Getting obese patients to lose weight is tricky to begin with, but doctors may have a bigger battle than they thought: many clinically obese men and women think they’re already at a healthy weight.
In a study of 2,056 obese people in Dallas County (all participants had a body mass index, or BMI, of 30 or higher), researchers asked each participant to look at nine illustrations of bodies, from very thin to very obese. The volunteers were asked to pick their ideal shape along with the one that most closely resembled their own body. About 165 people, or 8% of the group, chose ideal body shapes that were the same or bigger than their own, suggesting a misunderstanding of healthy weight. (More on Time.com: Study: Obese Workers Cost Employers $73 Billion Per Year).
Level of education or money had no bearing on people’s self-assessments, but race did: 14% of black participants had distorted body image, preferring an obese form, compared with 11% of Hispanics and just 2% of white respondents.
People who thought they looked good also said they felt good and were unconcerned about their health. Reuters reports:
People who misperceived their body size were happier with their health, and felt healthier, than those who did recognize their obesity; they were also more likely to think they were at low risk of developing high blood pressure or diabetes or having a heart attack during their lifetimes. In fact, two-thirds of people with body size misperception thought they were at low risk of becoming obese.
The study “points to really a lack of understanding about the effects of obesity,” [Dr. Tiffany M.] Powell [of the University of Texas Southwestern Medical Center] told Reuters Health. At the same time, she added, “you walk a fine line, because you don’t want people to necessarily have an unhealthy body image, but you also want people to understand that they need to lose weight.”
A healthy acceptance of one’s own body is undoubtedly critical to good self-esteem. But a lack of awareness of one’s own obesity can lead to undiagnosed obesity-related conditions including sleep apnea, high blood pressure and diabetes. (More on Time.com: Do Parents Discriminate Against Their Own Chubby Children?).
The findings bring to mind a famous 2007 study by Dr. Nicholas Christakis, a professor of medicine at Harvard Medical School, and James Fowler, a political scientist at University of California, San Diego, that found that the more exposure a person had to obesity — in the form of fat friends — the more likely that person was to become obese himself or herself, by 57%. The researchers called it a “contagion effect,” and found that obesity spread more efficiently through networks of friends than through family members or neighbors. TIME reported:
The obvious question is, Why? Spouses share meals and a backyard, but the researchers found a much smaller risk of gaining weight — a 37% increase — when one spouse became obese. Siblings share genes, but their influence, too, was much smaller, increasing each other’s risk 40%. Fowler believes the effect has much more to do with social norms: whom we look to when considering appropriate social behavior. Having fat friends makes being fat seem more acceptable. “Your spouse may not be the person you look to when you’re deciding what kind of body image is appropriate, how much to eat or how much to exercise,” Fowler says. Nor do we necessarily compare ourselves to our siblings. “We get to choose our friends,” says. “We don’t get to choose our families.”
Similarly, the author of the new Texas study theorized that the high rate of obesity in the U.S., where two-thirds of adults are overweight or obese, has helped normalize obesity in the public’s perception. Powell told Reuters: “There is this tendency that if everyone around you looks a certain way, you either want to look that way or you’re comfortable looking the way you are.” (More on Time.com: Explaining the Gender Gap: Obesity Costs Women a Lot More Than Men).
The good news, from a public-health perspective, is that if the contagion effect holds true for weight gain, it may also work in the opposite direction, helping networks of friends lose weight and get healthy.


PROBLEM. Find the number of lines below in which the word "upper" appears, and write that number only.

MATERIAL PROVIDED.

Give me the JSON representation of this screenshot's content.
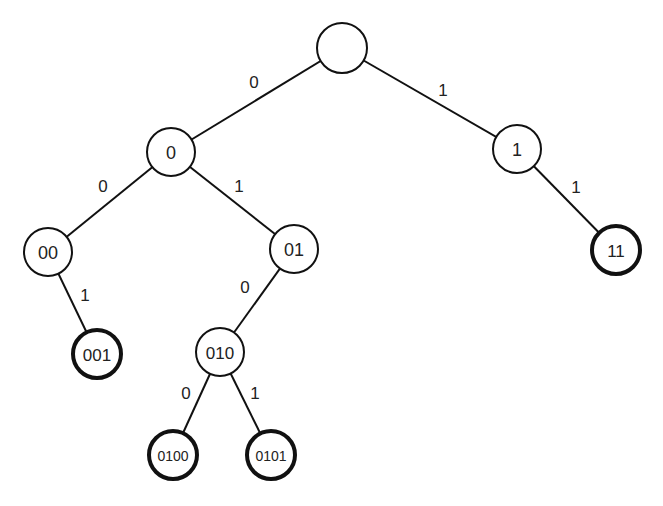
{
  "diagram": {
    "type": "binary-trie",
    "colors": {
      "stroke": "#111111",
      "text": "#222222",
      "background": "#ffffff"
    },
    "nodes": [
      {
        "id": "root",
        "label": "",
        "x": 342,
        "y": 48,
        "r": 25,
        "terminal": false,
        "font_size": 18
      },
      {
        "id": "n0",
        "label": "0",
        "x": 171,
        "y": 152,
        "r": 24,
        "terminal": false,
        "font_size": 18
      },
      {
        "id": "n1",
        "label": "1",
        "x": 517,
        "y": 149,
        "r": 24,
        "terminal": false,
        "font_size": 18
      },
      {
        "id": "n00",
        "label": "00",
        "x": 48,
        "y": 252,
        "r": 24,
        "terminal": false,
        "font_size": 18
      },
      {
        "id": "n01",
        "label": "01",
        "x": 294,
        "y": 249,
        "r": 24,
        "terminal": false,
        "font_size": 18
      },
      {
        "id": "n11",
        "label": "11",
        "x": 616,
        "y": 250,
        "r": 24,
        "terminal": true,
        "font_size": 17
      },
      {
        "id": "n001",
        "label": "001",
        "x": 97,
        "y": 354,
        "r": 24,
        "terminal": true,
        "font_size": 17
      },
      {
        "id": "n010",
        "label": "010",
        "x": 220,
        "y": 352,
        "r": 24,
        "terminal": false,
        "font_size": 17
      },
      {
        "id": "n0100",
        "label": "0100",
        "x": 173,
        "y": 455,
        "r": 24,
        "terminal": true,
        "font_size": 14
      },
      {
        "id": "n0101",
        "label": "0101",
        "x": 271,
        "y": 455,
        "r": 24,
        "terminal": true,
        "font_size": 14
      }
    ],
    "edges": [
      {
        "from": "root",
        "to": "n0",
        "label": "0",
        "label_x": 254,
        "label_y": 82
      },
      {
        "from": "root",
        "to": "n1",
        "label": "1",
        "label_x": 443,
        "label_y": 90
      },
      {
        "from": "n0",
        "to": "n00",
        "label": "0",
        "label_x": 103,
        "label_y": 186
      },
      {
        "from": "n0",
        "to": "n01",
        "label": "1",
        "label_x": 239,
        "label_y": 186
      },
      {
        "from": "n1",
        "to": "n11",
        "label": "1",
        "label_x": 576,
        "label_y": 187
      },
      {
        "from": "n00",
        "to": "n001",
        "label": "1",
        "label_x": 85,
        "label_y": 295
      },
      {
        "from": "n01",
        "to": "n010",
        "label": "0",
        "label_x": 245,
        "label_y": 287
      },
      {
        "from": "n010",
        "to": "n0100",
        "label": "0",
        "label_x": 186,
        "label_y": 393
      },
      {
        "from": "n010",
        "to": "n0101",
        "label": "1",
        "label_x": 255,
        "label_y": 393
      }
    ]
  }
}
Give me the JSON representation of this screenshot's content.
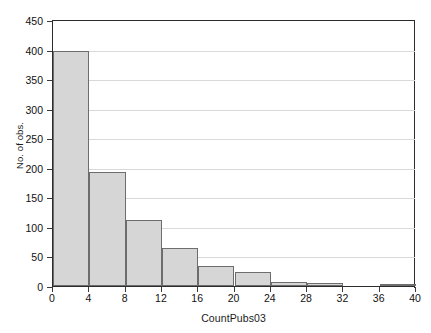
{
  "chart_data": {
    "type": "bar",
    "title": "",
    "subtitle": "",
    "xlabel": "CountPubs03",
    "ylabel": "No. of obs.",
    "xlim": [
      0,
      40
    ],
    "ylim": [
      0,
      450
    ],
    "grid": true,
    "legend": null,
    "x_ticks": [
      "0",
      "4",
      "8",
      "12",
      "16",
      "20",
      "24",
      "28",
      "32",
      "36",
      "40"
    ],
    "x_tick_values": [
      0,
      4,
      8,
      12,
      16,
      20,
      24,
      28,
      32,
      36,
      40
    ],
    "y_ticks": [
      "0",
      "50",
      "100",
      "150",
      "200",
      "250",
      "300",
      "350",
      "400",
      "450"
    ],
    "y_tick_values": [
      0,
      50,
      100,
      150,
      200,
      250,
      300,
      350,
      400,
      450
    ],
    "bin_width": 4,
    "bin_edges": [
      0,
      4,
      8,
      12,
      16,
      20,
      24,
      28,
      32,
      36,
      40
    ],
    "categories": [
      "0-4",
      "4-8",
      "8-12",
      "12-16",
      "16-20",
      "20-24",
      "24-28",
      "28-32",
      "32-36",
      "36-40"
    ],
    "values": [
      398,
      193,
      112,
      64,
      34,
      24,
      7,
      5,
      0,
      2
    ],
    "bar_fill_color": "#d6d6d6",
    "bar_edge_color": "#6d6d6d",
    "gridline_color": "#d9d9d9",
    "axis_color": "#2b2b2b"
  }
}
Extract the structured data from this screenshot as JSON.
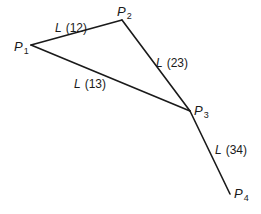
{
  "diagram": {
    "points": [
      {
        "id": "P1",
        "letter": "P",
        "sub": "1",
        "x": 31,
        "y": 45
      },
      {
        "id": "P2",
        "letter": "P",
        "sub": "2",
        "x": 122,
        "y": 20
      },
      {
        "id": "P3",
        "letter": "P",
        "sub": "3",
        "x": 190,
        "y": 111
      },
      {
        "id": "P4",
        "letter": "P",
        "sub": "4",
        "x": 230,
        "y": 194
      }
    ],
    "segments": [
      {
        "from": "P1",
        "to": "P2",
        "letter": "L",
        "index": "(12)"
      },
      {
        "from": "P1",
        "to": "P3",
        "letter": "L",
        "index": "(13)"
      },
      {
        "from": "P2",
        "to": "P3",
        "letter": "L",
        "index": "(23)"
      },
      {
        "from": "P3",
        "to": "P4",
        "letter": "L",
        "index": "(34)"
      }
    ],
    "line_color": "#1a1a1a"
  }
}
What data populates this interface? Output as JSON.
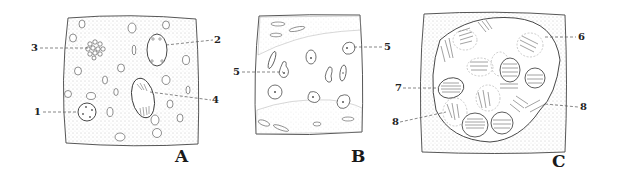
{
  "figure": {
    "colors": {
      "ink": "#3a3a3a",
      "stipple": "#9a9a9a",
      "background": "#ffffff"
    },
    "panels": [
      {
        "id": "A",
        "letter": "A",
        "callouts": [
          {
            "number": "3",
            "side": "left"
          },
          {
            "number": "2",
            "side": "right"
          },
          {
            "number": "1",
            "side": "left"
          },
          {
            "number": "4",
            "side": "right"
          }
        ]
      },
      {
        "id": "B",
        "letter": "B",
        "callouts": [
          {
            "number": "5",
            "side": "left"
          },
          {
            "number": "5",
            "side": "right"
          }
        ]
      },
      {
        "id": "C",
        "letter": "C",
        "callouts": [
          {
            "number": "6",
            "side": "right"
          },
          {
            "number": "7",
            "side": "left"
          },
          {
            "number": "8",
            "side": "left"
          },
          {
            "number": "8",
            "side": "right"
          }
        ]
      }
    ]
  }
}
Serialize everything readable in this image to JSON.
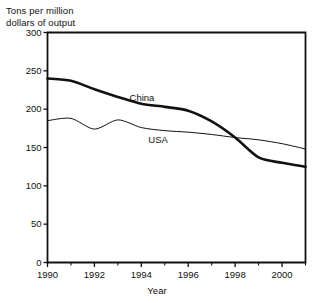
{
  "chart_data": {
    "type": "line",
    "title": "",
    "ylabel": "Tons per million\ndollars of output",
    "xlabel": "Year",
    "ylim": [
      0,
      300
    ],
    "xlim": [
      1990,
      2001
    ],
    "ytick_labels": [
      "0",
      "50",
      "100",
      "150",
      "200",
      "250",
      "300"
    ],
    "ytick_values": [
      0,
      50,
      100,
      150,
      200,
      250,
      300
    ],
    "xtick_labels": [
      "1990",
      "1992",
      "1994",
      "1996",
      "1998",
      "2000"
    ],
    "xtick_values": [
      1990,
      1992,
      1994,
      1996,
      1998,
      2000
    ],
    "xtick_minor_values": [
      1991,
      1993,
      1995,
      1997,
      1999,
      2001
    ],
    "grid": false,
    "legend_position": "inline-labels",
    "x": [
      1990,
      1991,
      1992,
      1993,
      1994,
      1995,
      1996,
      1997,
      1998,
      1999,
      2000,
      2001
    ],
    "series": [
      {
        "name": "China",
        "label": "China",
        "color": "#111111",
        "line_width": 2.6,
        "values": [
          240,
          237,
          226,
          216,
          207,
          203,
          198,
          184,
          163,
          137,
          130,
          125
        ],
        "label_x": 1993.5,
        "label_y": 215
      },
      {
        "name": "USA",
        "label": "USA",
        "color": "#111111",
        "line_width": 1.0,
        "values": [
          185,
          188,
          174,
          186,
          176,
          172,
          170,
          167,
          163,
          160,
          155,
          148
        ],
        "label_x": 1994.3,
        "label_y": 160
      }
    ]
  },
  "axes": {
    "frame_color": "#111111",
    "frame_width": 1.8,
    "background": "#ffffff"
  }
}
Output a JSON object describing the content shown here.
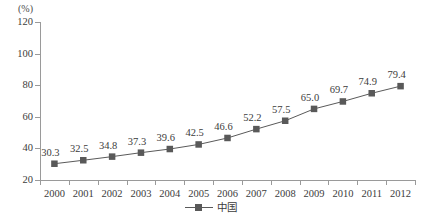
{
  "chart_data": {
    "type": "line",
    "title": "",
    "xlabel": "",
    "ylabel": "(%)",
    "unit_label": "(%)",
    "categories": [
      "2000",
      "2001",
      "2002",
      "2003",
      "2004",
      "2005",
      "2006",
      "2007",
      "2008",
      "2009",
      "2010",
      "2011",
      "2012"
    ],
    "values": [
      30.3,
      32.5,
      34.8,
      37.3,
      39.6,
      42.5,
      46.6,
      52.2,
      57.5,
      65.0,
      69.7,
      74.9,
      79.4
    ],
    "point_labels": [
      "30.3",
      "32.5",
      "34.8",
      "37.3",
      "39.6",
      "42.5",
      "46.6",
      "52.2",
      "57.5",
      "65.0",
      "69.7",
      "74.9",
      "79.4"
    ],
    "series": [
      {
        "name": "中国",
        "values": [
          30.3,
          32.5,
          34.8,
          37.3,
          39.6,
          42.5,
          46.6,
          52.2,
          57.5,
          65.0,
          69.7,
          74.9,
          79.4
        ],
        "color": "#595959",
        "marker": "square"
      }
    ],
    "ylim": [
      20,
      120
    ],
    "ytick_labels": [
      "120",
      "100",
      "80",
      "60",
      "40",
      "20"
    ],
    "ytick_values": [
      120,
      100,
      80,
      60,
      40,
      20
    ],
    "grid": false,
    "legend": {
      "position": "bottom-center",
      "entries": [
        {
          "label": "中国",
          "color": "#595959",
          "marker": "square"
        }
      ]
    },
    "colors": {
      "series": "#595959",
      "line": "#5a5a5a",
      "axis": "#9a9a9a",
      "text": "#3c3c3c",
      "background": "#ffffff"
    }
  }
}
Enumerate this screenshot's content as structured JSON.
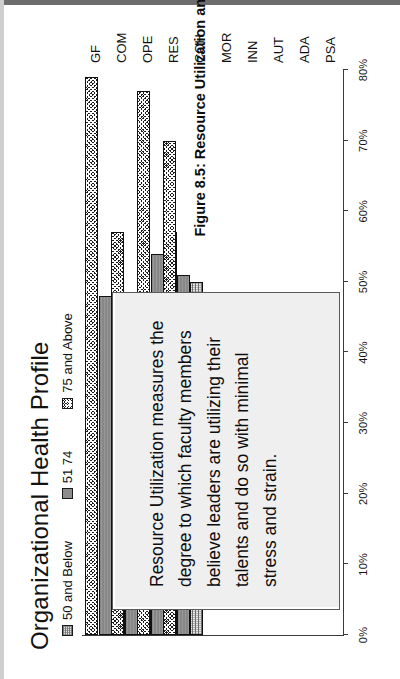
{
  "figure": {
    "caption": "Figure 8.5:  Resource Utilization and Student Performance"
  },
  "chart_data": {
    "type": "bar",
    "orientation": "horizontal-grouped",
    "title": "Organizational Health Profile",
    "xlabel": "",
    "ylabel": "",
    "categories": [
      "GF",
      "COM",
      "OPE",
      "RES",
      "COH",
      "MOR",
      "INN",
      "AUT",
      "ADA",
      "PSA"
    ],
    "value_axis_ticks": [
      "0%",
      "10%",
      "20%",
      "30%",
      "40%",
      "50%",
      "60%",
      "70%",
      "80%"
    ],
    "value_axis_range": [
      0,
      80
    ],
    "grid": false,
    "legend_position": "top-left",
    "series": [
      {
        "name": "50 and Below",
        "pattern": "light-dotted",
        "color": "#e6e6e6",
        "values": [
          41,
          44,
          57,
          50,
          null,
          null,
          null,
          null,
          null,
          null
        ]
      },
      {
        "name": "51 74",
        "pattern": "solid-gray",
        "color": "#878787",
        "values": [
          48,
          47,
          54,
          51,
          null,
          null,
          null,
          null,
          null,
          null
        ]
      },
      {
        "name": "75 and Above",
        "pattern": "dark-checker",
        "color": "#1c1c1c",
        "values": [
          79,
          57,
          77,
          70,
          null,
          null,
          null,
          null,
          null,
          null
        ]
      }
    ]
  },
  "callout": {
    "text": "Resource Utilization measures the degree to which faculty members believe leaders are utilizing their talents and do so with minimal stress and strain."
  }
}
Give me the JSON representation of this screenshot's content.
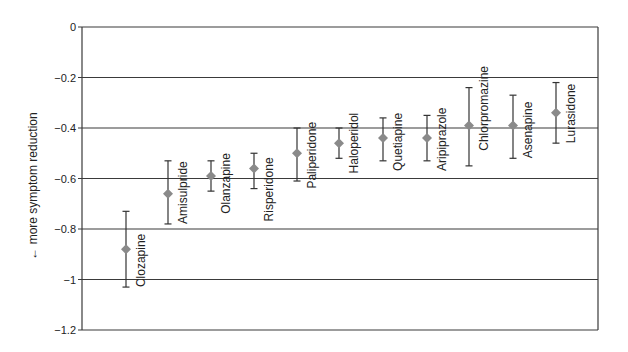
{
  "chart_data": {
    "type": "scatter",
    "subtype": "point-estimate-with-error-bars",
    "title": "",
    "xlabel": "",
    "ylabel": "← more symptom reduction",
    "ylim": [
      -1.2,
      0
    ],
    "yticks": [
      0,
      -0.2,
      -0.4,
      -0.6,
      -0.8,
      -1,
      -1.2
    ],
    "ytick_labels": [
      "0",
      "-0.2",
      "-0.4",
      "-0.6",
      "-0.8",
      "-1",
      "-1.2"
    ],
    "grid": {
      "horizontal": true,
      "vertical": false
    },
    "legend": null,
    "marker": {
      "shape": "diamond",
      "color": "#8a8a8a"
    },
    "errorbar_color": "#333333",
    "gridline_color": "#3a3a3a",
    "categories": [
      "Clozapine",
      "Amisulpride",
      "Olanzapine",
      "Risperidone",
      "Paliperidone",
      "Haloperidol",
      "Quetiapine",
      "Aripiprazole",
      "Chlorpromazine",
      "Asenapine",
      "Lurasidone"
    ],
    "points": [
      {
        "name": "Clozapine",
        "value": -0.88,
        "lower": -1.03,
        "upper": -0.73,
        "label_low": -1.03
      },
      {
        "name": "Amisulpride",
        "value": -0.66,
        "lower": -0.78,
        "upper": -0.53,
        "label_low": -0.78
      },
      {
        "name": "Olanzapine",
        "value": -0.59,
        "lower": -0.65,
        "upper": -0.53,
        "label_low": -0.74
      },
      {
        "name": "Risperidone",
        "value": -0.56,
        "lower": -0.64,
        "upper": -0.5,
        "label_low": -0.77
      },
      {
        "name": "Paliperidone",
        "value": -0.5,
        "lower": -0.61,
        "upper": -0.4,
        "label_low": -0.64
      },
      {
        "name": "Haloperidol",
        "value": -0.46,
        "lower": -0.52,
        "upper": -0.4,
        "label_low": -0.58
      },
      {
        "name": "Quetiapine",
        "value": -0.44,
        "lower": -0.53,
        "upper": -0.36,
        "label_low": -0.57
      },
      {
        "name": "Aripiprazole",
        "value": -0.44,
        "lower": -0.53,
        "upper": -0.35,
        "label_low": -0.57
      },
      {
        "name": "Chlorpromazine",
        "value": -0.39,
        "lower": -0.55,
        "upper": -0.24,
        "label_low": -0.49
      },
      {
        "name": "Asenapine",
        "value": -0.39,
        "lower": -0.52,
        "upper": -0.27,
        "label_low": -0.52
      },
      {
        "name": "Lurasidone",
        "value": -0.34,
        "lower": -0.46,
        "upper": -0.22,
        "label_low": -0.46
      }
    ]
  },
  "layout_px": {
    "plot_left": 82,
    "plot_right": 598,
    "y_zero": 27,
    "y_min": 330,
    "x_positions": [
      126,
      168,
      211,
      254,
      297,
      339,
      383,
      427,
      469,
      513,
      556
    ],
    "label_offset_x": 19
  }
}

FINISHED EXERCISE. 11